Abstract

Diplomacy is concomitant with humanity's highest hopes and deepest frustrations. Complex global problems demand—but might not receive—deep understanding, skilled advocacy, and sustained negotiation and innovation. Diplomatic method, this article argues, emerges by combining advocacy and reflexivity, and in modernity as dialectic between statecraft and humanism. Statecraft is currently dominant, but humanist aspirations remain pertinent, if often repressed. By examining the issue of diplomatic knowledge in functional and historical contexts—and crucially by looking at it beyond information and intelligence gathering—the article examines how humanism becomes a usable praxis in diplomacy. Specifically, how humanist praxis aspires to provoke thinking and encourage the production of knowledge that can bring about changes in diplomatic perspective and policy. Practitioners can thus connect to diplomacy not merely as passive servants of policy but as active humans pursuing more than restricted technical goals. This enhances not simply a top-down, policy implementation practice, but a bottom-up diplomacy from different places, utilizing the increasingly globalized “new common knowledge” to share insights, define action, and support diverse initiatives. The humanist legacy, in short, highlights diplomacy as a knowledge practice, pursuing a range of national, cross-national, and postnational goals, negotiating interests but also social meaning and identity, something that encourages its revisiting as a mode of living.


About this exercise: Locate every line below that contains the word "name" and copy it.

Material for the task:
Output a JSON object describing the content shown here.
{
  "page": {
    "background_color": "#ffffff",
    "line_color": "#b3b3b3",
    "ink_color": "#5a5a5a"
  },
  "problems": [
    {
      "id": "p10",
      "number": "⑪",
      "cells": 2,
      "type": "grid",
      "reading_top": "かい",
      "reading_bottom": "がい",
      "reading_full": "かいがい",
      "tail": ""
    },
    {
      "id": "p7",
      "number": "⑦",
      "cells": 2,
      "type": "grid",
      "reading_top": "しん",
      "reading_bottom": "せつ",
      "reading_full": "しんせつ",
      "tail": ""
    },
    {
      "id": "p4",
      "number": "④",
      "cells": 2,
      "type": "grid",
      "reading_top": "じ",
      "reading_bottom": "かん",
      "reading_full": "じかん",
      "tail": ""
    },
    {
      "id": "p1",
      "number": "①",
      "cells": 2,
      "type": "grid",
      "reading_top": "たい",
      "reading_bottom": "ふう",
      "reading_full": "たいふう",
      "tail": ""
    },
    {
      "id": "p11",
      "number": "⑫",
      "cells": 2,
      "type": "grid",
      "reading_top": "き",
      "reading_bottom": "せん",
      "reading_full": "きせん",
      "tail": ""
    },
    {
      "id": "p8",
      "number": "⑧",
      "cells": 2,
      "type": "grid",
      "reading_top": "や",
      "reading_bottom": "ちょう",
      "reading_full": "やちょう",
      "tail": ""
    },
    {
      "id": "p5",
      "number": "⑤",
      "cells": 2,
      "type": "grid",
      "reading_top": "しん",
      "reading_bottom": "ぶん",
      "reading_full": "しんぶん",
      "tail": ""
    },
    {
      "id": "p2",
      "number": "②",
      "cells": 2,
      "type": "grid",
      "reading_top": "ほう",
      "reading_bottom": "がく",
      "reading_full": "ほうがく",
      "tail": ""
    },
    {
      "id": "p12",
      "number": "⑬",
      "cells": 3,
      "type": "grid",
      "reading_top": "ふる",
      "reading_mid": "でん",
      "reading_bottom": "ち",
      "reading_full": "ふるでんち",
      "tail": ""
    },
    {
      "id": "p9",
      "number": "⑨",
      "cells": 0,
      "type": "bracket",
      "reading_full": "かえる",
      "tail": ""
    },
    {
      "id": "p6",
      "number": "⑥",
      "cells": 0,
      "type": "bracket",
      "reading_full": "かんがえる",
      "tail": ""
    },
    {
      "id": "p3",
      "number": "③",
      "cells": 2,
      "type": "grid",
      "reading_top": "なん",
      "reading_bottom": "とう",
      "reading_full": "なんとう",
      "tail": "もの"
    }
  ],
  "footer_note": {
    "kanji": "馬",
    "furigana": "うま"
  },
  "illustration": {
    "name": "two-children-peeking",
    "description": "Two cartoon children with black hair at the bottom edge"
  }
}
==
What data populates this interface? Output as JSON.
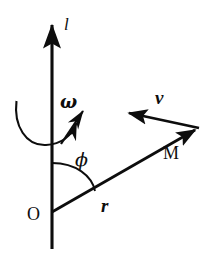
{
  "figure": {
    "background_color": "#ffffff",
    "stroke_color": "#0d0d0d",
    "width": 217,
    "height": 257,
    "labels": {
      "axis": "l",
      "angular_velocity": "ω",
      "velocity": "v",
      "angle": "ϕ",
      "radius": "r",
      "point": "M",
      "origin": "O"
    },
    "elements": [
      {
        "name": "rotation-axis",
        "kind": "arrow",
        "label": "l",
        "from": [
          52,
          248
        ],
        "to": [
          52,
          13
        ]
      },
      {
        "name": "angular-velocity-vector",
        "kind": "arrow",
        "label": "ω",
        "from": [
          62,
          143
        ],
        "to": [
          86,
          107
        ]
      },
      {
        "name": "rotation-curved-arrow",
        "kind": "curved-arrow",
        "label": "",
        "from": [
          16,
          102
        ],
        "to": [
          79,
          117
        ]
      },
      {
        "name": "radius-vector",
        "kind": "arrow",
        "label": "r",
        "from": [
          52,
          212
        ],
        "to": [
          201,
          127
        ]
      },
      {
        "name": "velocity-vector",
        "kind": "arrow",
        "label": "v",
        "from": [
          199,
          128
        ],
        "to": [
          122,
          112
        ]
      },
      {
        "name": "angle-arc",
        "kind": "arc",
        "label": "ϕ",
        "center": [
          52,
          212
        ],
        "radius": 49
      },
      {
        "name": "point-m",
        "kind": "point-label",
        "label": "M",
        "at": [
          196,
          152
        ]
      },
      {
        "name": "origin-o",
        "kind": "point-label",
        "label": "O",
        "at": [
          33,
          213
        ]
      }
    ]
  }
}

Response to the exercise:
    "name": "two-children-peeking",
        "name": "rotation-axis",
        "name": "angular-velocity-vector",
        "name": "rotation-curved-arrow",
        "name": "radius-vector",
        "name": "velocity-vector",
        "name": "angle-arc",
        "name": "point-m",
        "name": "origin-o",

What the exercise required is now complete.